● **What to work on**
Reproduce the records word for word, with nothing left out.

(Dataset entries)
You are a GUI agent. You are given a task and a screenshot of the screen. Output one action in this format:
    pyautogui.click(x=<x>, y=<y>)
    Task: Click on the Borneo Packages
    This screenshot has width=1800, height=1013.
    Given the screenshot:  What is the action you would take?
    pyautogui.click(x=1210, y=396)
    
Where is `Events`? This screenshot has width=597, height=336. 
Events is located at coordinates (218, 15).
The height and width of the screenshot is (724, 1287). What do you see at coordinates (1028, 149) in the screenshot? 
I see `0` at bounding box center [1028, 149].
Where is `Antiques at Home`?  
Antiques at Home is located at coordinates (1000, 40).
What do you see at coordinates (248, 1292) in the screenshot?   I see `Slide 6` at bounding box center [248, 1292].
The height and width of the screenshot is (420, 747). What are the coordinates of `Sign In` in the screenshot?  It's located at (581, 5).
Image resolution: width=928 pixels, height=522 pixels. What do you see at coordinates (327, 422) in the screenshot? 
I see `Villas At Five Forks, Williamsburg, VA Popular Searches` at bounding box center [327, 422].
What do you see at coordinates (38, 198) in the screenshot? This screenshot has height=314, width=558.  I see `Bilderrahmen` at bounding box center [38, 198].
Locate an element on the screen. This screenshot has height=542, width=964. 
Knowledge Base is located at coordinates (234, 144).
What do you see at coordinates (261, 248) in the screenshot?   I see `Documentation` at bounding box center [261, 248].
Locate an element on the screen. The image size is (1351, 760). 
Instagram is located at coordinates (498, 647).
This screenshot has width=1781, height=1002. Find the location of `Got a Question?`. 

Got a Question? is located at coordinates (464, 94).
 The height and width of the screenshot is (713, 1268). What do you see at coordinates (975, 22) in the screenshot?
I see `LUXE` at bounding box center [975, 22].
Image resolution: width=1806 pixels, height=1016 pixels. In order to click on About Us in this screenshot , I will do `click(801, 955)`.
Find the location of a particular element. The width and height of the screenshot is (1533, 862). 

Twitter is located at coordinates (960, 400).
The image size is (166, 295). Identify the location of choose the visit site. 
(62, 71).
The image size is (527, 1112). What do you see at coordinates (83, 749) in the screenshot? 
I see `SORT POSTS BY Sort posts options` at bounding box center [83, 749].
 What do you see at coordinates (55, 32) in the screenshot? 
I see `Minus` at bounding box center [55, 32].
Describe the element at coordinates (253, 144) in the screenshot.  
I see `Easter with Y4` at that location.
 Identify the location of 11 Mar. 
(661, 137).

● **Exercise result**
You are a GUI agent. You are given a task and a screenshot of the screen. Output one action in this format:
    pyautogui.click(x=<x>, y=<y>)
    Task: Click on the Borneo Packages
    This screenshot has width=1800, height=1013.
    Given the screenshot:  What is the action you would take?
    pyautogui.click(x=1210, y=396)
    
Where is `Events`? This screenshot has width=597, height=336. 
Events is located at coordinates (218, 15).
The height and width of the screenshot is (724, 1287). What do you see at coordinates (1028, 149) in the screenshot? 
I see `0` at bounding box center [1028, 149].
Where is `Antiques at Home`?  
Antiques at Home is located at coordinates (1000, 40).
What do you see at coordinates (248, 1292) in the screenshot?   I see `Slide 6` at bounding box center [248, 1292].
The height and width of the screenshot is (420, 747). What are the coordinates of `Sign In` in the screenshot?  It's located at (581, 5).
Image resolution: width=928 pixels, height=522 pixels. What do you see at coordinates (327, 422) in the screenshot? 
I see `Villas At Five Forks, Williamsburg, VA Popular Searches` at bounding box center [327, 422].
What do you see at coordinates (38, 198) in the screenshot? This screenshot has height=314, width=558.  I see `Bilderrahmen` at bounding box center [38, 198].
Locate an element on the screen. This screenshot has height=542, width=964. 
Knowledge Base is located at coordinates (234, 144).
What do you see at coordinates (261, 248) in the screenshot?   I see `Documentation` at bounding box center [261, 248].
Locate an element on the screen. The image size is (1351, 760). 
Instagram is located at coordinates (498, 647).
This screenshot has width=1781, height=1002. Find the location of `Got a Question?`. 

Got a Question? is located at coordinates (464, 94).
 The height and width of the screenshot is (713, 1268). What do you see at coordinates (975, 22) in the screenshot?
I see `LUXE` at bounding box center [975, 22].
Image resolution: width=1806 pixels, height=1016 pixels. In order to click on About Us in this screenshot , I will do `click(801, 955)`.
Find the location of a particular element. The width and height of the screenshot is (1533, 862). 

Twitter is located at coordinates (960, 400).
The image size is (166, 295). Identify the location of choose the visit site. 
(62, 71).
The image size is (527, 1112). What do you see at coordinates (83, 749) in the screenshot? 
I see `SORT POSTS BY Sort posts options` at bounding box center [83, 749].
 What do you see at coordinates (55, 32) in the screenshot? 
I see `Minus` at bounding box center [55, 32].
Describe the element at coordinates (253, 144) in the screenshot.  
I see `Easter with Y4` at that location.
 Identify the location of 11 Mar. 
(661, 137).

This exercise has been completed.